In 1950, Tadj ol-Molouk participated in arranging the marriage between her son the Shah and Soraya Esfandiari-Bakhtiari. She left Iran with most of the royal household during the premiership of Mossadegh when the latter asked the Shah to expel them from Iran.[8] They returned to Iran after the fall of Mossadegh in 1953.
During her son's reign, Tadj ol-Molouk did not normally participate in royal representation, in contrast to her daughters and daughter-in-law, nor did she participate much in charity. She did not fully attend the coronation of the shah on 26 October 1967, attending only the reception following it rather than the coronation itself. She did arrange two receptions in her palace annually: one to celebrate the birthday of her eldest grandson, and one to celebrate the fall of Mossadegh.
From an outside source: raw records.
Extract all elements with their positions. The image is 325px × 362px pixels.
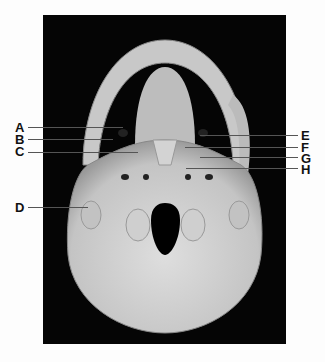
- label-d: D: [15, 201, 24, 214]
- leader-line-h: [186, 168, 298, 169]
- leader-line-c: [28, 152, 138, 153]
- leader-line-f: [185, 147, 298, 148]
- leader-line-g: [200, 157, 298, 158]
- leader-line-d: [28, 207, 88, 208]
- leader-line-e: [200, 135, 298, 136]
- skull-illustration: [43, 15, 286, 344]
- leader-line-a: [28, 127, 123, 128]
- leader-line-b: [28, 139, 113, 140]
- label-h: H: [301, 163, 310, 176]
- skull-photo: [43, 15, 286, 344]
- label-c: C: [15, 145, 24, 158]
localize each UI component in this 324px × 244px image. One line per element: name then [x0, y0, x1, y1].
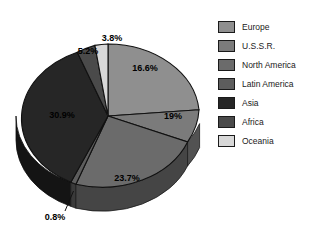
legend-item-africa[interactable]: Africa	[218, 114, 322, 130]
legend-label-north-america: North America	[242, 61, 296, 70]
pie-svg: 16.6% 19% 23.7% 0.8% 30.9% 5.2% 3.8%	[8, 8, 208, 236]
slice-value-africa: 5.2%	[78, 46, 99, 56]
legend-item-oceania[interactable]: Oceania	[218, 133, 322, 149]
legend-swatch-oceania	[218, 135, 235, 147]
legend-item-europe[interactable]: Europe	[218, 19, 322, 35]
legend-swatch-asia	[218, 97, 235, 109]
slice-value-oceania: 3.8%	[102, 33, 123, 43]
legend-swatch-north-america	[218, 59, 235, 71]
legend-swatch-europe	[218, 21, 235, 33]
slice-value-latin-america: 0.8%	[45, 212, 66, 222]
legend-label-ussr: U.S.S.R.	[242, 42, 275, 51]
pie-slice-europe	[108, 44, 199, 116]
legend-swatch-ussr	[218, 40, 235, 52]
slice-value-asia: 30.9%	[49, 110, 75, 120]
legend-item-latin-america[interactable]: Latin America	[218, 76, 322, 92]
legend-label-oceania: Oceania	[242, 137, 274, 146]
legend-item-ussr[interactable]: U.S.S.R.	[218, 38, 322, 54]
legend-label-africa: Africa	[242, 118, 264, 127]
legend-label-latin-america: Latin America	[242, 80, 294, 89]
pie-chart-figure: 16.6% 19% 23.7% 0.8% 30.9% 5.2% 3.8% Eur…	[0, 0, 324, 244]
legend-swatch-latin-america	[218, 78, 235, 90]
slice-value-north-america: 23.7%	[114, 173, 140, 183]
chart-legend: Europe U.S.S.R. North America Latin Amer…	[218, 19, 322, 152]
legend-swatch-africa	[218, 116, 235, 128]
slice-value-europe: 16.6%	[132, 63, 158, 73]
legend-label-europe: Europe	[242, 23, 269, 32]
pie-plot-area: 16.6% 19% 23.7% 0.8% 30.9% 5.2% 3.8%	[8, 8, 208, 236]
legend-label-asia: Asia	[242, 99, 259, 108]
legend-item-asia[interactable]: Asia	[218, 95, 322, 111]
slice-value-ussr: 19%	[164, 111, 182, 121]
legend-item-north-america[interactable]: North America	[218, 57, 322, 73]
When the health of the shah was beginning to deteriorate in 1971, this was not admitted, and the official reason for physicians to visit the palace was for the sake of the elderly Tadj ol-Molouk.
Before the 1979 revolution, Tadj ol-Molouk was sent by Mohammad Reza Shah to Princess Shams Pahlavi's house in Beverly Hills.[9] She arrived in Los Angeles on 30 December 1978 aboard an Imperial Iranian Air Force Boeing 747.[10] Soon after her arrival, on 2 January 1979, Iranian students in the city attacked the house and attempted to burn it.[9][11] Then she and her daughter took refuge at the Sunnylands estate in Palm Springs owned by Walter Annenberg, former US ambassador to the United Kingdom.[9]
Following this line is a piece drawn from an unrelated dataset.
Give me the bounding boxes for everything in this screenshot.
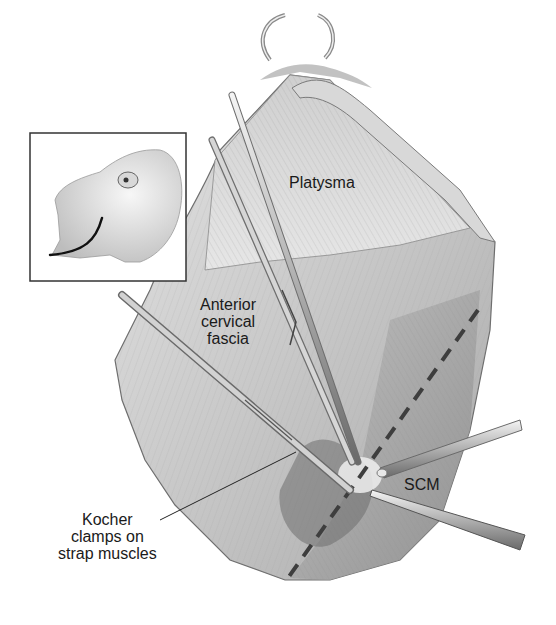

She died in Acapulco, Mexico, on 10 March 1982, seven days before her 86th birthday.[12]
^ abcd"Wives of Reza Shah". Institute for Iranian Contemporary Historical Studies (in Persian). Archived from the original on 5 February 2022. Retrieved 19 April 2021.
^ abcdeGuity Nashat (2004). "Introduction". In Lois Beck; Guity Nashat (eds.). Women in Iran from 1800 to the Islamic Republic. Urbana and Chicago, IL: University of Illinois Press. p. 16. ISBN978-0-252-02937-0.